Colonial encounters in Asia and Africa:
-Enormous productivity of industrial technology created new need for extensive raw material and agricultural products
-Industrial Capitalism produced more goods than people could buy, they needed to sell their products
Imperalism: a policy of extending a country's power and influence through diplomacy or military force. It promised to solve the class conflicts of an industraizing society while avoiding revolution or the serious redistribution of wealth.
Asia:
Britain- India
USA- Phillipines
Netherlands- East Indies
Japan- Korea
France- Indochina
South Pacific territories (Aussie & NZ) were both taken over by the british. Smiliar to early colonization of North America. Conquest was accompanied by large-scale European settlement and diseases that reduced native numbers by 75% or more. These became settle colonies "neo-european" societies in the South Pacific.
Colonial take over changed the way work was performed. Old working ways were eroded almost everywhere int he colonial world. Peasant families (farms) diminished as growing numbers directed their energies to working or selling what they produced as a cash income. The money was necessary to pay taxes, school fees and for buying things that were essential to their survival. Artistans suffered when cheaper machine manufactured merchandies displaced their own hand-made goods. Occupations for blacksmithing and tanning lost their place within African societies. Asian and African merchants were squeezed out by well financed european commercial firms
King Leopold II of Belgium inflicted the most cruelty upon the people of Congo for rubber that was used in bicycles and automobiles. Forced Labor in the Congo and neigboring German colony of Cameroon laid the foundations of the AIDS epidemic.
East Africa: White men expected to be called bwana( master) and they called African men "boy." Education for colonial subjects was limited and skewed toward practical subjects rather than scientific and literary studies, which were widely regarded as inappropriate for the primitive mind of natives.
Europeans were reluctant to allow the highly educated Asians and Africans to enter the higher ranks of the colonial civil service. Most extreme case was south Africa where the largest European population and the widespread use of African labor in mines and industries brought blacks and whites into closer and more prolonged contact than anywhere else in the world.
Growing integration of Asian and African societies into the world economy that increasingly demanded their gold, diamonds, copper, tin, rubber, coffee, cotton, sugar, cocoa, and many others products.
Religion provided the basis for transformed identities during the colonial era. Most dramatic changes were widespread conversion to christianity took place in NZ, the pacific islands, and especially non muslim Africa. The missionary brought on european medicine, education, gender roles, and culture.
The first visual piece depicted Africa as a nation with color, culture and a rich country. Colors and the sun suggested that Africa was the new piece of the world that needed to be recognized.
The 2nd visual of the French commander shows him standing over a native fighter that has died in battle. He is heroically leading the forces of converted natives against the natives of the land that do not adhere to French rule. Shows that France is in charge and that even natives are fighting under the French flag.
the third visual shows Rhodes extending his reach from Egypt to south Africa Possible shows how far he has come and how much of an influence he has in both regions as a business owner and a european.
The fourth visual showed the success of the British and French occupation in the African countries.
the fifth shows the successful Ethiopian stance against the attempted conquest of the Italians.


TASK DETAILS:
Would you repeat the entries below exactly and omit the pictures?

Records contained in a dataset:

◆ ◆ ◆ ◆

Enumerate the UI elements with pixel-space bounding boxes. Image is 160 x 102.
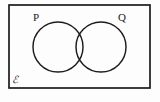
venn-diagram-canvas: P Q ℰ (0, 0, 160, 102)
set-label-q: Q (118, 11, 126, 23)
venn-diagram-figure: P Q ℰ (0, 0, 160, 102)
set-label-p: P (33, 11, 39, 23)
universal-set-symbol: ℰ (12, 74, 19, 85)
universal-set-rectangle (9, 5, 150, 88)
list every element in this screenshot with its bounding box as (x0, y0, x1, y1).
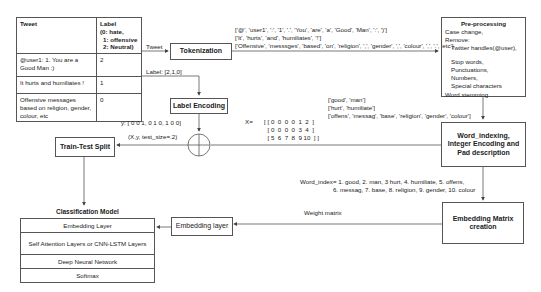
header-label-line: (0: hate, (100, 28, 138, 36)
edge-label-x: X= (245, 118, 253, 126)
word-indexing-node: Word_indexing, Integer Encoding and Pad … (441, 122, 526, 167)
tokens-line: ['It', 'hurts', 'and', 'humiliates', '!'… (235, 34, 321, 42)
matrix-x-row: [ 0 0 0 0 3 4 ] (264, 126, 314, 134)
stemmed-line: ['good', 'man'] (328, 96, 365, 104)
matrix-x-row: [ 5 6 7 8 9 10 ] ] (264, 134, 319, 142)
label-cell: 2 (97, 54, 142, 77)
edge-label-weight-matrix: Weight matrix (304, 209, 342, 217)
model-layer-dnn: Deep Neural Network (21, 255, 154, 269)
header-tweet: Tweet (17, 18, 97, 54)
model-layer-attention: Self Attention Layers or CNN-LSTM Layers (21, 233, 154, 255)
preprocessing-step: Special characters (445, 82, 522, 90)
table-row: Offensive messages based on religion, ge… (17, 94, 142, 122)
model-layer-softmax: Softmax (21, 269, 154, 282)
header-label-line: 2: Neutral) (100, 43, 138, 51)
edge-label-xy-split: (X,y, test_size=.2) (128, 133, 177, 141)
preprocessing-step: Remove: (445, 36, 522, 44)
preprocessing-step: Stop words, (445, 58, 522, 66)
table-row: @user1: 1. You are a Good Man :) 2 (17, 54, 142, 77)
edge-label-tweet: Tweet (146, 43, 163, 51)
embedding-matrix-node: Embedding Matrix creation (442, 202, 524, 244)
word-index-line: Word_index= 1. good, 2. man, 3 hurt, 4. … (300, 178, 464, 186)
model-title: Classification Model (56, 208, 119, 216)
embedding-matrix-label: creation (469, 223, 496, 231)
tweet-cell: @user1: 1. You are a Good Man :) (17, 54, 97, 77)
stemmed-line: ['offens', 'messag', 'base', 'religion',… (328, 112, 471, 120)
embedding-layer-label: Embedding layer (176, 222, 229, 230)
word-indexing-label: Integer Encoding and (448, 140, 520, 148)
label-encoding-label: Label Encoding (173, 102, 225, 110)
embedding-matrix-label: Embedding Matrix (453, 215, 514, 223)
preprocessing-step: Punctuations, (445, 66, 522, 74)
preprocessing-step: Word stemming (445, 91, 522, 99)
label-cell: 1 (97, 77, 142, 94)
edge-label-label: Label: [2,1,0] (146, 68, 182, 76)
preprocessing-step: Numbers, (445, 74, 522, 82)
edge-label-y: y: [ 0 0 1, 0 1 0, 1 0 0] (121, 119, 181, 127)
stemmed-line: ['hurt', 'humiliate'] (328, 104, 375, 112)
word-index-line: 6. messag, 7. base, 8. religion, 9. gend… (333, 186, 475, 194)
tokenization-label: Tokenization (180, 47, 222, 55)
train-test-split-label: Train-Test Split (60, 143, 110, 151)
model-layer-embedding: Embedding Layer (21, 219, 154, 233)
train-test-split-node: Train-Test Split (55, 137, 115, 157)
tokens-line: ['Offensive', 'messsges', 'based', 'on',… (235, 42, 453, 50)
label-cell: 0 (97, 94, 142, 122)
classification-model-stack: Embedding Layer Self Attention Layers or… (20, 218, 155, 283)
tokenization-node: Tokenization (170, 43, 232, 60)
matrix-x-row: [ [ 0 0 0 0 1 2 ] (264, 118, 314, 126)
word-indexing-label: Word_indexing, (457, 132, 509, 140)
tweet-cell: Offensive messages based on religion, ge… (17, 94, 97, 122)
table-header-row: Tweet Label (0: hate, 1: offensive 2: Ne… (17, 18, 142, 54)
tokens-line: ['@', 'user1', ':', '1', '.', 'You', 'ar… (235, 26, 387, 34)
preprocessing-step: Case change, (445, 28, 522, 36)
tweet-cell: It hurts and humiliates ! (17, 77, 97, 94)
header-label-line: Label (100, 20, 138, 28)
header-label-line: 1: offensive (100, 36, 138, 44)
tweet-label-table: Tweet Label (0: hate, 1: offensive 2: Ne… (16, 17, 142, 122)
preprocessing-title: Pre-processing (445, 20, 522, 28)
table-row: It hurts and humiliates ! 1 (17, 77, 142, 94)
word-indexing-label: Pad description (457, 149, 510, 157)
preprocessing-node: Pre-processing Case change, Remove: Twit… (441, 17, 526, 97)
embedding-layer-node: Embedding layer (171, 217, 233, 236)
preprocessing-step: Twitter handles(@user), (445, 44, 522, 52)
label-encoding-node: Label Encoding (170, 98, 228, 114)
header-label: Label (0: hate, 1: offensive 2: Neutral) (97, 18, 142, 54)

◆ ◆ ◆ ◆

RESULT:
Enumerate the UI elements with pixel-space bounding boxes. Image is 160 x 102.
venn-diagram-canvas: P Q ℰ (0, 0, 160, 102)
set-label-q: Q (118, 11, 126, 23)
venn-diagram-figure: P Q ℰ (0, 0, 160, 102)
set-label-p: P (33, 11, 39, 23)
universal-set-symbol: ℰ (12, 74, 19, 85)
universal-set-rectangle (9, 5, 150, 88)
list every element in this screenshot with its bounding box as (x0, y0, x1, y1).
header-label-line: (0: hate, (100, 28, 138, 36)
edge-label-x: X= (245, 118, 253, 126)
word-indexing-node: Word_indexing, Integer Encoding and Pad … (441, 122, 526, 167)
tokens-line: ['It', 'hurts', 'and', 'humiliates', '!'… (235, 34, 321, 42)
matrix-x-row: [ 0 0 0 0 3 4 ] (264, 126, 314, 134)
stemmed-line: ['good', 'man'] (328, 96, 365, 104)
matrix-x-row: [ 5 6 7 8 9 10 ] ] (264, 134, 319, 142)
label-cell: 2 (97, 54, 142, 77)
edge-label-weight-matrix: Weight matrix (304, 209, 342, 217)
model-layer-dnn: Deep Neural Network (21, 255, 154, 269)
header-tweet: Tweet (17, 18, 97, 54)
model-layer-attention: Self Attention Layers or CNN-LSTM Layers (21, 233, 154, 255)
preprocessing-step: Special characters (445, 82, 522, 90)
table-row: Offensive messages based on religion, ge… (17, 94, 142, 122)
model-layer-softmax: Softmax (21, 269, 154, 282)
header-label-line: 2: Neutral) (100, 43, 138, 51)
edge-label-xy-split: (X,y, test_size=.2) (128, 133, 177, 141)
preprocessing-step: Remove: (445, 36, 522, 44)
preprocessing-step: Stop words, (445, 58, 522, 66)
table-row: @user1: 1. You are a Good Man :) 2 (17, 54, 142, 77)
edge-label-tweet: Tweet (146, 43, 163, 51)
embedding-matrix-node: Embedding Matrix creation (442, 202, 524, 244)
word-index-line: Word_index= 1. good, 2. man, 3 hurt, 4. … (300, 178, 464, 186)
model-title: Classification Model (56, 208, 119, 216)
embedding-matrix-label: creation (469, 223, 496, 231)
tweet-cell: @user1: 1. You are a Good Man :) (17, 54, 97, 77)
stemmed-line: ['offens', 'messag', 'base', 'religion',… (328, 112, 471, 120)
embedding-layer-label: Embedding layer (176, 222, 229, 230)
word-indexing-label: Integer Encoding and (448, 140, 520, 148)
label-encoding-label: Label Encoding (173, 102, 225, 110)
embedding-matrix-label: Embedding Matrix (453, 215, 514, 223)
preprocessing-step: Punctuations, (445, 66, 522, 74)
preprocessing-step: Word stemming (445, 91, 522, 99)
label-cell: 1 (97, 77, 142, 94)
edge-label-label: Label: [2,1,0] (146, 68, 182, 76)
preprocessing-step: Numbers, (445, 74, 522, 82)
edge-label-y: y: [ 0 0 1, 0 1 0, 1 0 0] (121, 119, 181, 127)
stemmed-line: ['hurt', 'humiliate'] (328, 104, 375, 112)
word-index-line: 6. messag, 7. base, 8. religion, 9. gend… (333, 186, 475, 194)
tokenization-label: Tokenization (180, 47, 222, 55)
train-test-split-label: Train-Test Split (60, 143, 110, 151)
model-layer-embedding: Embedding Layer (21, 219, 154, 233)
train-test-split-node: Train-Test Split (55, 137, 115, 157)
tokens-line: ['Offensive', 'messsges', 'based', 'on',… (235, 42, 453, 50)
label-cell: 0 (97, 94, 142, 122)
classification-model-stack: Embedding Layer Self Attention Layers or… (20, 218, 155, 283)
tokenization-node: Tokenization (170, 43, 232, 60)
matrix-x-row: [ [ 0 0 0 0 1 2 ] (264, 118, 314, 126)
word-indexing-label: Word_indexing, (457, 132, 509, 140)
tweet-cell: Offensive messages based on religion, ge… (17, 94, 97, 122)
table-header-row: Tweet Label (0: hate, 1: offensive 2: Ne… (17, 18, 142, 54)
tokens-line: ['@', 'user1', ':', '1', '.', 'You', 'ar… (235, 26, 387, 34)
preprocessing-step: Case change, (445, 28, 522, 36)
tweet-cell: It hurts and humiliates ! (17, 77, 97, 94)
header-label-line: Label (100, 20, 138, 28)
header-label-line: 1: offensive (100, 36, 138, 44)
tweet-label-table: Tweet Label (0: hate, 1: offensive 2: Ne… (16, 17, 142, 122)
preprocessing-title: Pre-processing (445, 20, 522, 28)
table-row: It hurts and humiliates ! 1 (17, 77, 142, 94)
word-indexing-label: Pad description (457, 149, 510, 157)
preprocessing-node: Pre-processing Case change, Remove: Twit… (441, 17, 526, 97)
embedding-layer-node: Embedding layer (171, 217, 233, 236)
preprocessing-step: Twitter handles(@user), (445, 44, 522, 52)
label-encoding-node: Label Encoding (170, 98, 228, 114)
header-label: Label (0: hate, 1: offensive 2: Neutral) (97, 18, 142, 54)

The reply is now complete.